To insist that only natural-born citizen of the Philippines can run for president is not to discriminate against foundlings; it is to insist that the Constitution be obeyed. Nobody forced Poe to run for president. Since Poe is running for president on her own free will, she must comply with the requirements for the presidency embodied in the Constitution.  Restated, one who wants to join a competition must abide by the rules governing the competition.   This also means that the rules of the competition cannot be bent to accommodate a single participant.

It isn’t Poe’s fault that she is a foundling, but then neither is it the fault of the parties questioning her citizenship.   It’s just that the Constitution has been worded in such a way that its enforcement inevitably results in banning foundlings from running for the presidency.  That seems arbitrary at first glance, but then, as discussed in the last Tuesday’s article, virtually all of the requirements and limitations recited in the Constitution (such as the minimum age for specific public offices) are arbitrary.   Despite its arbitary provisions, what makes the Constitution nonetheless acceptable to everybody is its binding effect on everybody in the Philippines, rich or poor, educated or illiterate, foundlings or otherwise.    

Last Tuesday, the Office of the Solicitor General manifested to the Supreme Court that foundlings should be considered natural-born citizens because this is implied from the deliberations of the 1934 Constitutional Convention, the assembly which drafted the 1935 Constitution. The OSG added that the silence of the 1935 Constitution on the citizenship of foundlings means that the framers of the charter saw no need to explicitly say so, and that it is safe to assume that the parents of foundlings are Filipinos.  
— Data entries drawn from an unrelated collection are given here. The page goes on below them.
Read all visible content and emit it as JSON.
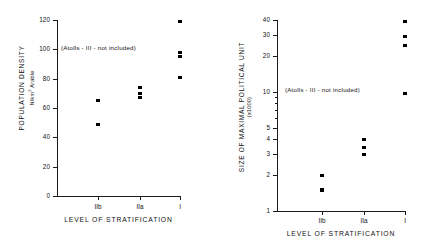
{
  "chart_data": [
    {
      "type": "scatter",
      "panel": "left",
      "title": "",
      "xlabel": "LEVEL OF STRATIFICATION",
      "ylabel": "POPULATION DENSITY",
      "ylabel_sub": "N/km",
      "ylabel_sub_exp": "2",
      "ylabel_sub_tail": " Arable",
      "annotation": "(Atolls - III - not included)",
      "yscale": "linear",
      "ylim": [
        0,
        120
      ],
      "yticks": [
        0,
        20,
        40,
        60,
        80,
        100,
        120
      ],
      "ytick_labels": [
        "0",
        "20",
        "40",
        "60",
        "80",
        "100",
        "120"
      ],
      "categories": [
        "IIb",
        "IIa",
        "I"
      ],
      "grid": false,
      "legend": "none",
      "series": [
        {
          "name": "IIb",
          "x": "IIb",
          "values": [
            65,
            49
          ]
        },
        {
          "name": "IIa",
          "x": "IIa",
          "values": [
            74,
            70,
            67
          ]
        },
        {
          "name": "I",
          "x": "I",
          "values": [
            119,
            98,
            95,
            81
          ]
        }
      ]
    },
    {
      "type": "scatter",
      "panel": "right",
      "title": "",
      "xlabel": "LEVEL OF STRATIFICATION",
      "ylabel": "SIZE OF MAXIMAL POLITICAL UNIT",
      "ylabel_sub": "(x1000)",
      "annotation": "(Atolls - III - not included)",
      "yscale": "log",
      "ylim": [
        1,
        40
      ],
      "yticks": [
        1,
        2,
        3,
        4,
        5,
        10,
        20,
        30,
        40
      ],
      "ytick_labels": [
        "1",
        "2",
        "3",
        "4",
        "5",
        "10",
        "20",
        "30",
        "40"
      ],
      "yminor": [
        6,
        7,
        8,
        9
      ],
      "categories": [
        "IIb",
        "IIa",
        "I"
      ],
      "grid": false,
      "legend": "none",
      "series": [
        {
          "name": "IIb",
          "x": "IIb",
          "values": [
            2.0,
            1.5
          ]
        },
        {
          "name": "IIa",
          "x": "IIa",
          "values": [
            4.0,
            3.4,
            3.0
          ]
        },
        {
          "name": "I",
          "x": "I",
          "values": [
            39,
            29,
            24.5,
            9.7
          ]
        }
      ]
    }
  ],
  "left": {
    "ylabel": "POPULATION DENSITY",
    "ylabel_sub_pre": "N/km",
    "ylabel_sub_exp": "2",
    "ylabel_sub_post": " Arable",
    "xlabel": "LEVEL OF STRATIFICATION",
    "annotation": "(Atolls - III - not included)",
    "ytick_labels": [
      "120",
      "100",
      "80",
      "60",
      "40",
      "20",
      "0"
    ],
    "xtick_labels": [
      "IIb",
      "IIa",
      "I"
    ]
  },
  "right": {
    "ylabel": "SIZE OF MAXIMAL POLITICAL UNIT",
    "ylabel_sub": "(x1000)",
    "xlabel": "LEVEL OF STRATIFICATION",
    "annotation": "(Atolls - III - not included)",
    "ytick_labels": [
      "40",
      "30",
      "20",
      "10",
      "5",
      "4",
      "3",
      "2",
      "1"
    ],
    "xtick_labels": [
      "IIb",
      "IIa",
      "I"
    ]
  }
}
Surprisingly, the OSG said that foundlings are a discreet minority entitled to special protection, and that to exclude foundlings from exercising fundamental political rights is unjust and discriminatory, and is a wrong way to interpret the Constitution.   

It was likewise contended that the implied protection afforded to foundlings under the 1935 Constitution was carried on to the 1973 Constitution and the 1987 Constitution. Citing statistics, the OSG opined that the statistical probability that a child born in the Philippines between 1965 and 1975 are natural-born citizens is 99.83 percent.  

The late Chief Justice Enrique M. Fernando was also mentioned by the OSG.   According to the OSG, Chief Justice Fernando once paraphrased a famous scholar and said, “The Constitution is not silently silent, it is silently vocal.”

Unfortunately for Poe, the foregoing arguments of the OSG may be well-meaning, but they are speculative and unfounded.

As early as 2000, the Supreme Court categorically declared in Integrated Bar of the Philippines v. Zamora  that in the interpretation of the provisions of the Constitution of the Philippines, what controls is not what took place in the deliberations of the constitutional convention; what controls is the intent of the people who ratified the Constitution.   This is so because the Constitution does not derive its force from the constitutional convention which framed it, but from the sovereign Filipino people who ratified it.  

So which should prevail?   Should it be the text of the 1935 Constitution which does not contain anything to the effect that foundlings are natural-born citizens, or should it be the deliberations of the 1934 Constitutional Convention which, according to the OSG, imply that foundlings are natural-born citizens? Following the  Zamora  doctrine above, the text of the 1935 Constitution, and not the deliberations of the 1934 Constitutional Convention, should prevail.